You got your class through their teenage years—now it's time for the real world! Class members focus on the how-to of preparing for work, including job interview skills, resume workshops, and
Curated OER
Discovering Your Community
Students focus on the origins of the families that make up their community by exploring their family's origins through themselves, parents, and grandparents. Students create a map marked with family origins for the class.
Curated OER
What is your future career?
In this interview process worksheet, students work in pairs to interview each other using the twenty questions given. Student culminate their information and choose a career from the list given. Students write a sentence justifying...
Curated OER
Total English Upper Intermediate: Reporting Back!
In this interviewing and reporting back worksheet, students complete 8 sentence starters, discuss their answers to 5 questions, and report their answers to another group using the words say, tell, explain, decide, and admit.
Curated OER
Immigration: Our Changing Voices
Students identify how immigration affects the family and or community. For this Immigration lesson, students examine traditional migration and how immigration has changed over time. Students will consider their own families and history...
Curated OER
Heart to Heart Interviews
Students interview veterans at a local homeless shelter. They publish their interviews in a class newspaper. They also present their information in different forums.
Curated OER
Listening to History
Middle schoolers consider the insight to the past that oral histories can provide. They, in groups, analyze oral histories, prepare to interview a family member on their recollections of a historical event and then write a historical...
Curated OER
What A Pair! A Cross Grade Writing Activity
What a pair!
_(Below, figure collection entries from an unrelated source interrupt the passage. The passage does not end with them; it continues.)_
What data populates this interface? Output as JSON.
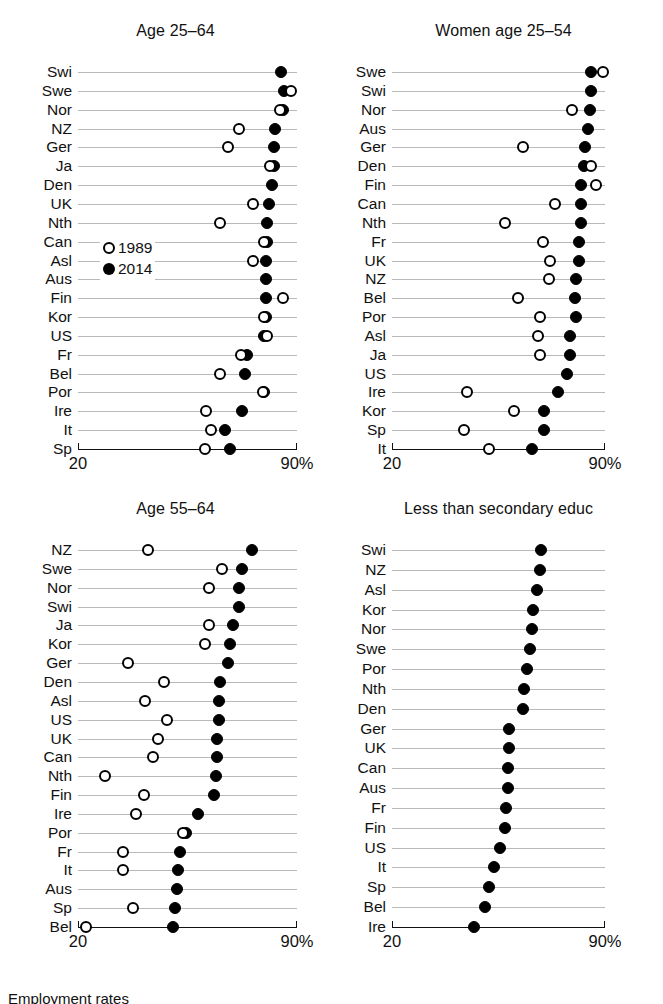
{
  "figure": {
    "caption": "Employment rates",
    "legend": {
      "series_1989": "1989",
      "series_2014": "2014"
    },
    "axis": {
      "left_label": "20",
      "right_label": "90%"
    },
    "colors": {
      "ink": "#000000",
      "gridline": "#b9b9b9",
      "open_fill": "#ffffff"
    }
  },
  "chart_data": [
    {
      "type": "scatter",
      "subtype": "dot-plot",
      "title": "Age 25–64",
      "xlabel": "",
      "ylabel": "",
      "xlim": [
        20,
        90
      ],
      "xticks": [
        20,
        90
      ],
      "xticklabels": [
        "20",
        "90%"
      ],
      "grid": true,
      "legend_position": "inside-left",
      "categories": [
        "Swi",
        "Swe",
        "Nor",
        "NZ",
        "Ger",
        "Ja",
        "Den",
        "UK",
        "Nth",
        "Can",
        "Asl",
        "Aus",
        "Fin",
        "Kor",
        "US",
        "Fr",
        "Bel",
        "Por",
        "Ire",
        "It",
        "Sp"
      ],
      "series": [
        {
          "name": "1989",
          "marker": "open-circle",
          "values": [
            null,
            88.0,
            84.5,
            71.5,
            68.0,
            81.5,
            null,
            76.0,
            65.5,
            79.5,
            76.0,
            null,
            85.5,
            79.5,
            80.5,
            72.0,
            65.5,
            79.0,
            61.0,
            62.5,
            60.5
          ]
        },
        {
          "name": "2014",
          "marker": "filled-circle",
          "values": [
            85.0,
            86.0,
            85.5,
            83.0,
            82.5,
            82.5,
            82.0,
            81.0,
            80.5,
            80.5,
            80.0,
            80.0,
            80.0,
            80.0,
            79.5,
            74.0,
            73.5,
            79.5,
            72.5,
            67.0,
            68.5
          ]
        }
      ]
    },
    {
      "type": "scatter",
      "subtype": "dot-plot",
      "title": "Women age 25–54",
      "xlabel": "",
      "ylabel": "",
      "xlim": [
        20,
        90
      ],
      "xticks": [
        20,
        90
      ],
      "xticklabels": [
        "20",
        "90%"
      ],
      "grid": true,
      "legend_position": "none",
      "categories": [
        "Swe",
        "Swi",
        "Nor",
        "Aus",
        "Ger",
        "Den",
        "Fin",
        "Can",
        "Nth",
        "Fr",
        "UK",
        "NZ",
        "Bel",
        "Por",
        "Asl",
        "Ja",
        "US",
        "Ire",
        "Kor",
        "Sp",
        "It"
      ],
      "series": [
        {
          "name": "1989",
          "marker": "open-circle",
          "values": [
            89.5,
            null,
            79.0,
            null,
            63.0,
            85.5,
            87.0,
            73.5,
            57.0,
            69.5,
            72.0,
            71.5,
            61.5,
            68.5,
            68.0,
            68.5,
            null,
            44.5,
            60.0,
            43.5,
            52.0
          ]
        },
        {
          "name": "2014",
          "marker": "filled-circle",
          "values": [
            85.5,
            85.5,
            85.0,
            84.5,
            83.5,
            83.0,
            82.0,
            82.0,
            82.0,
            81.5,
            81.5,
            80.5,
            80.0,
            80.5,
            78.5,
            78.5,
            77.5,
            74.5,
            70.0,
            70.0,
            66.0
          ]
        }
      ]
    },
    {
      "type": "scatter",
      "subtype": "dot-plot",
      "title": "Age 55–64",
      "xlabel": "",
      "ylabel": "",
      "xlim": [
        20,
        90
      ],
      "xticks": [
        20,
        90
      ],
      "xticklabels": [
        "20",
        "90%"
      ],
      "grid": true,
      "legend_position": "none",
      "categories": [
        "NZ",
        "Swe",
        "Nor",
        "Swi",
        "Ja",
        "Kor",
        "Ger",
        "Den",
        "Asl",
        "US",
        "UK",
        "Can",
        "Nth",
        "Fin",
        "Ire",
        "Por",
        "Fr",
        "It",
        "Aus",
        "Sp",
        "Bel"
      ],
      "series": [
        {
          "name": "1989",
          "marker": "open-circle",
          "values": [
            42.5,
            66.0,
            62.0,
            null,
            62.0,
            60.5,
            36.0,
            47.5,
            41.5,
            48.5,
            45.5,
            44.0,
            28.5,
            41.0,
            38.5,
            53.5,
            34.5,
            34.5,
            null,
            37.5,
            22.5
          ]
        },
        {
          "name": "2014",
          "marker": "filled-circle",
          "values": [
            75.5,
            72.5,
            71.5,
            71.5,
            69.5,
            68.5,
            68.0,
            65.5,
            65.0,
            65.0,
            64.5,
            64.5,
            64.0,
            63.5,
            58.5,
            54.5,
            52.5,
            52.0,
            51.5,
            51.0,
            50.5
          ]
        }
      ]
    },
    {
      "type": "scatter",
      "subtype": "dot-plot",
      "title": "Less than secondary educ",
      "xlabel": "",
      "ylabel": "",
      "xlim": [
        20,
        90
      ],
      "xticks": [
        20,
        90
      ],
      "xticklabels": [
        "20",
        "90%"
      ],
      "grid": true,
      "legend_position": "none",
      "categories": [
        "Swi",
        "NZ",
        "Asl",
        "Kor",
        "Nor",
        "Swe",
        "Por",
        "Nth",
        "Den",
        "Ger",
        "UK",
        "Can",
        "Aus",
        "Fr",
        "Fin",
        "US",
        "It",
        "Sp",
        "Bel",
        "Ire"
      ],
      "series": [
        {
          "name": "2014",
          "marker": "filled-circle",
          "values": [
            69.0,
            68.5,
            67.5,
            66.5,
            66.0,
            65.5,
            64.5,
            63.5,
            63.0,
            58.5,
            58.5,
            58.0,
            58.0,
            57.5,
            57.0,
            55.5,
            53.5,
            52.0,
            50.5,
            47.0
          ]
        }
      ]
    }
  ]
}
Older pupils interview younger ones and use what they learn to write a short, illustrated storybook that features the youngster as the main character. The youngster responds with a thank-you note in which they identify their...
Curated OER
Exploring Countries and Cultures
Fifth graders choose a country associated with a family member and research its location, government, language, economy, history, holidays, foods, sports, and famous people. They write to inform using this data and draw a map identifying...
Curated OER
Interview With A Legend
Eighth graders investigate how Language Arts and Social Studies can be integrated in the curriculum. They conduct research about a famous person in history. Then students use the information to write a report for the class. Then students...
Curated OER
Interview for Reflection
Students practice their interviewing skills using the elements of questioning. They write and illustrate a past experience of theirs doing a philanthropic act. They share their stories and illustrations to complete the lesson.
Curated OER
Pair Interviews
Young scholars participate in the introductions at the beginning of a new course. As a class, they brainstorm questions that can be asked to gain more information about their classmates. Working in pairs, the students interview each...
Curated OER
Pair interviews
Students get to know each other and feel comfortable speaking and reading with each other in class. They practice asking a variety of questions, learning about the class rules and guidelines as well as goal-setting and assessments.